Oluwaseyi Ajayi, senior representative of FlightSource International in Nigeria, a company that specializes in aircraft acquisition and maintenance described the shortage of hangars as a big challenge in Nigeria.

Ajayi said government can encourage the private sector in the form of Public Private Partnership to build hangars, in order to stem the huge capital flight.

Titus Olaniyi, an aircraft maintenance engineer, called for planning and policy framework that would encourage the establishment of hangars in the country, so as to protect the Nigerian aviation industry and its workforce.
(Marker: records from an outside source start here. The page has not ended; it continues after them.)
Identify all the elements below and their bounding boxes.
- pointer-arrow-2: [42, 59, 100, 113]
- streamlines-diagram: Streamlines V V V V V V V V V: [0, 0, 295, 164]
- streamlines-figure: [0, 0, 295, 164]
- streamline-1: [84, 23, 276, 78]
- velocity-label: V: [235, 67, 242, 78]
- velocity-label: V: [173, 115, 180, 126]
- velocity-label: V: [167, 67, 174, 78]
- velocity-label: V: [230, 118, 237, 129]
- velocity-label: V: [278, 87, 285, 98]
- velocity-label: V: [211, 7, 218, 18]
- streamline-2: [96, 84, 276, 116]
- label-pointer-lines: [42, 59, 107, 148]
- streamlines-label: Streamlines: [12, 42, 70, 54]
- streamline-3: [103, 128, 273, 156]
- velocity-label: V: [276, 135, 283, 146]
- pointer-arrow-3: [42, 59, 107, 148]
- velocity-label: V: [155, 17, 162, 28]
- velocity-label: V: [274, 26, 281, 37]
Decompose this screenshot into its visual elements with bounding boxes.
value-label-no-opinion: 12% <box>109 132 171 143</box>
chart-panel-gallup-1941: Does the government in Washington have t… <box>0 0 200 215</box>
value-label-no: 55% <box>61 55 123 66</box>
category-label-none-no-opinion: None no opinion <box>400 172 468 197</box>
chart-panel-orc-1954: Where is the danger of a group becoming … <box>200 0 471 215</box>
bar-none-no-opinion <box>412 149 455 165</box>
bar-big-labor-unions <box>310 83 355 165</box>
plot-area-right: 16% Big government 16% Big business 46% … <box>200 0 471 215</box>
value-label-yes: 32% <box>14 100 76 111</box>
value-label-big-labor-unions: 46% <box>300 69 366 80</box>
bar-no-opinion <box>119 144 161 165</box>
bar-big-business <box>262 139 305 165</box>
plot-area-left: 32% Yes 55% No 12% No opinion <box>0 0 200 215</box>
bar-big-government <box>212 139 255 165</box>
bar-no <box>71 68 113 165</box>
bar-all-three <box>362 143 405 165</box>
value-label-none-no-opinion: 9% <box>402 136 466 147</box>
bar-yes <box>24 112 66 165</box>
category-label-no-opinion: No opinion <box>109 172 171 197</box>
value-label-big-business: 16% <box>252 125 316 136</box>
Nigeria has ten domestic airlines which provide 6,538 seats to the travelling public daily, some of which include Arik Air, Medview, Aero, First Nation, Discovery Air, Air Peace, Azman Air and Overland.
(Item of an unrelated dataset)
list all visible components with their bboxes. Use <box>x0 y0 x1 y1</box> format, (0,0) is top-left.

BusinessDay checks show that all domestic airlines in Nigeria have 71 aircrafts. Arik Air operates a total number of 24 fleets which includes 13 Boeing 737, nine Bombardier and two Airbus aircrafts.Aero operates a total number of 17 fleets, which are   13 Boeing 737 and four De Havilland Dash. Overland has eight fleets, which includes six ATR and two Raytheon Beech.

Dana Airline has a total number of five fleets, which include one Boeing 737 and four McDonnell Douglas MD-83. Medview has in its fleet 5 aircrafts, which includes four Boeings 737 and one Boeing 767. Azman has a total number of three fleets and all are Boeing 737. First nation operates a total of two fleets, all are Air Bus aircrafts.

Aside from Arik, other airlines have to take their aircrafts abroad for repairs and maintenance.

The airlines plight is further compounded by the recent devaluation of the naira which puts them between a rock and a hard place.

Experts say aircrafts have to be serviced abroad because there is no sufficient critical mass to attract manufacturers to set up maintenance facilities in Nigeria

Allen Onyema, Chairman and Chief Executive Officer of Air Peace, said FAAN is frustrating the efforts made by indigenous operators and other investors to set up aircraft maintenance centres around the airport due to non allocation of land.

“There are many ways government can assist domestic airlines. If government cannot build an aircraft maintenance hangar in Nigeria, it should assist any operator willing to invest in that area by securing a large parcel of land around any airport in the country,” Onyema said

Nick Fadugba, Former Secretary General of African Airlines Association (AFRAA), disclosed that a study on the construction of maintenance hangar facilities has been in the pipeline for close to 10 years but wondered what happened to that study.